2022 Manifesto IV Healing a Violent World: The Will to Heal and Survive in an Apocalyptic World[7]
Book chapters
1988 The Trauma Story: The Psychiatric Care of Refugee Survivors of Mass Violence and Torture in Post-Traumatic Therapy And Victims Of Violence by Frank M. Ochberg (pp. 295–314)[16]
2015 The New H-5 Model of Refugee Trauma and Recovery in Violence and Mental Health: Its Manifold Faces by J. Lindert and I. Levav (Eds) (pp. 341–378)[17]
2019 The New H-5 Model: Trauma and Recovery in Humanitarianism and Mass Migration: Confronting the World Crisis by Marcelo Suarez-Orozco (Ed) (pp. 123–136)[18]
2021 Culturally Adapted Therapeutic Approaches: The Healing Environment and Restorative Therapy Model in Refugee Mental Health by Dr. Jamie D. Aten PhD and Jenny Hwang (Eds) (pp. 137–166)[19]
2023 The Shamanistic Enclave: Building Refugee Healthcare Practitioners with M. Leister and L. Charks in Refugees, Refuge, and Human Displacement by Ignacio López-Calvo and Marjorie Ajosin (pp. 179–194)[20]
Most cited papers
The Harvard Trauma Questionnaire. Validating a cross-cultural instrument for measuring torture, trauma, and posttraumatic stress disorder in Indochinese refugees[21]
Indochinese versions of the Hopkins Symptom Checklist-25: a screening instrument for the psychiatric care of refugees[22]
Longitudinal study of psychiatric symptoms, disability, mortality, and emigration among Bosnian refugees[23]
The Harvard trauma questionnaire: adapting a cross-cultural instrument for measuring torture, trauma and posttraumatic stress disorder in Iraqi refugees[24]
Disability associated with psychiatric comorbidity and health status in Bosnian refugees living in Croatia[25]
The effect of trauma and confinement on functional health and mental health status of Cambodians living in Thailand-Cambodia border camps[26]
The psychosocial impact of war trauma and torture on Southeast Asian refugees[27]
Effects of war trauma on Cambodian refugee adolescents' functional health and mental health status[28]
Brain structural abnormalities and mental health sequelae in South Vietnamese ex-political detainees who survived traumatic head injury and torture[29]
The HTQ-5: revision of the Harvard Trauma Questionnaire for measuring torture, trauma and DSM-5 PTSD symptoms in refugee populations[30]
The physical and psychological sequelae of torture. Symptomatology and diagnosis[31]
The enduring mental health impact of mass violence: a community comparison study of Cambodian civilians living in Cambodia and Thailand[31]
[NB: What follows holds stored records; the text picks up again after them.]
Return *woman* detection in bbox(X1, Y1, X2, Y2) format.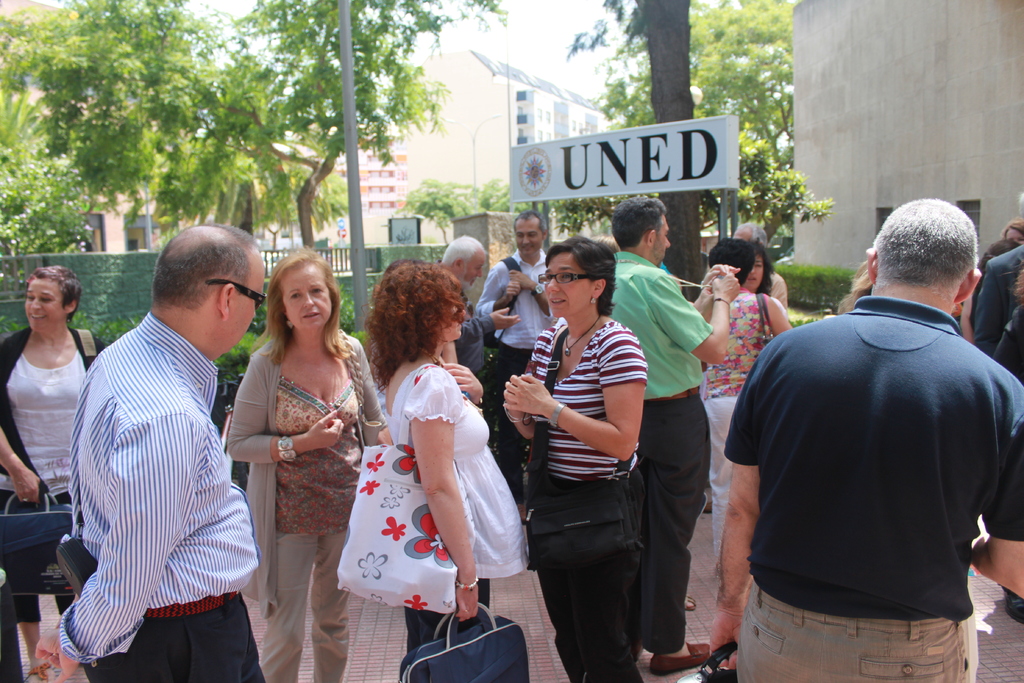
bbox(501, 235, 649, 682).
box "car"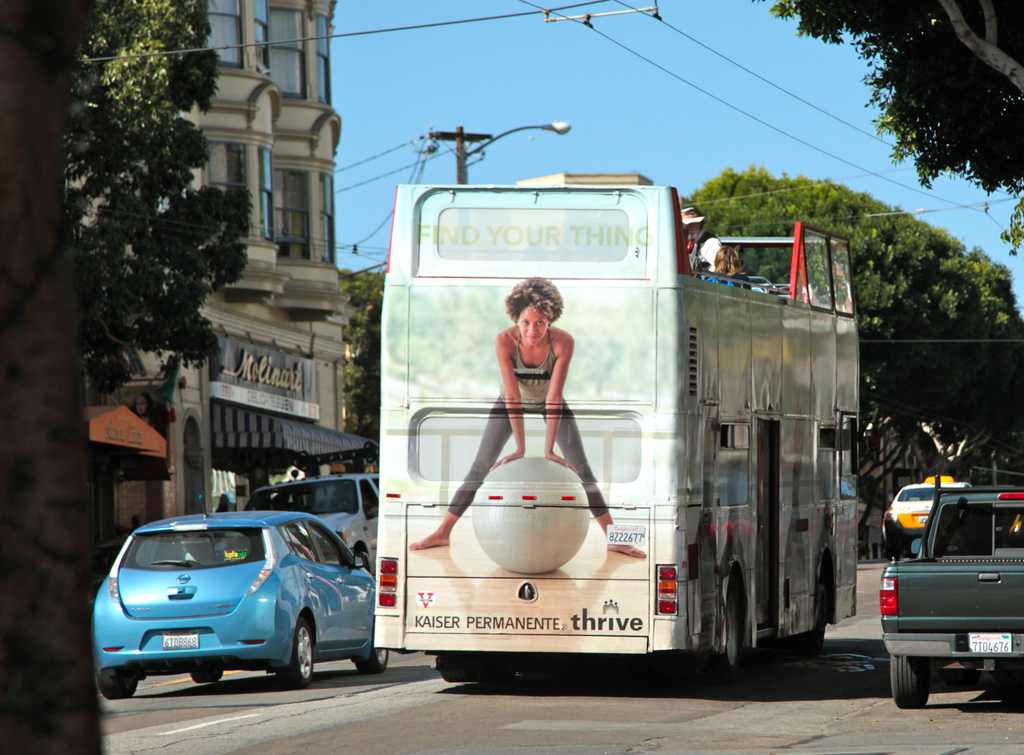
{"left": 90, "top": 494, "right": 394, "bottom": 688}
High Prevalence of Post-Traumatic Stress Symptoms in Relation to Social Factors in Affected Population One Year after the Fukushima Nuclear Disaster[32]
A community study of formal pastoral counseling activities of the clergy. Am J Psychiatry[33]
From asylum to community. The threatened disintegration of public psychiatry[34]
^Mineo, Liz (2021-12-01). "Helping traumatized refugees heal themselves". The Harvard Gazette. Med School Professor Richard Mollica's program has pioneered treatment, research for survivors over four decades
^Gisotti, Alessandro (2024-04-12). "The invisible and indelible wounds of war". L'Osservatore Romano. Vol. Fifty-seventh year, no. 15. pp. 6–7. In 1981, a young Italian-American psychiatrist founded the Harvard Program in Refugee Trauma, in Boston, a pioneering programme on the mental health care of survivors of mass violence and torture
^Mollica, Richard (July 2012). Textbook of Global Mental Health: Trauma and Recovery, A Companion Guide for Field and Clinical Care of Traumatized People Worldwide. Lulu.com. ISBN978-1105851087.
^Mollica, Richard (November 2018). A Manifesto. Healing a Violent World. Solis Press. ISBN978-1910146347.
^Ochberg, Frank (February 1988). Post-Traumatic Therapy And Victims Of Violence. Routledge. pp. 295–314. ISBN0876304900.
^Lindert J, Levav I (March 2015). Violence and Mental Health: Its Manifold Faces. Springer. pp. 341–378. ISBN978-9401789981.
^Suarez-Orozco, Marcelo (January 2019). Violence and Mental Health: Its Manifold Faces. University of California Press. pp. 123–136. ISBN978-0520297128.
^Aten J, Hwang J (January 2021). Refugee Mental Health. American Psychological Association. pp. 137–166. ISBN978-1433833724.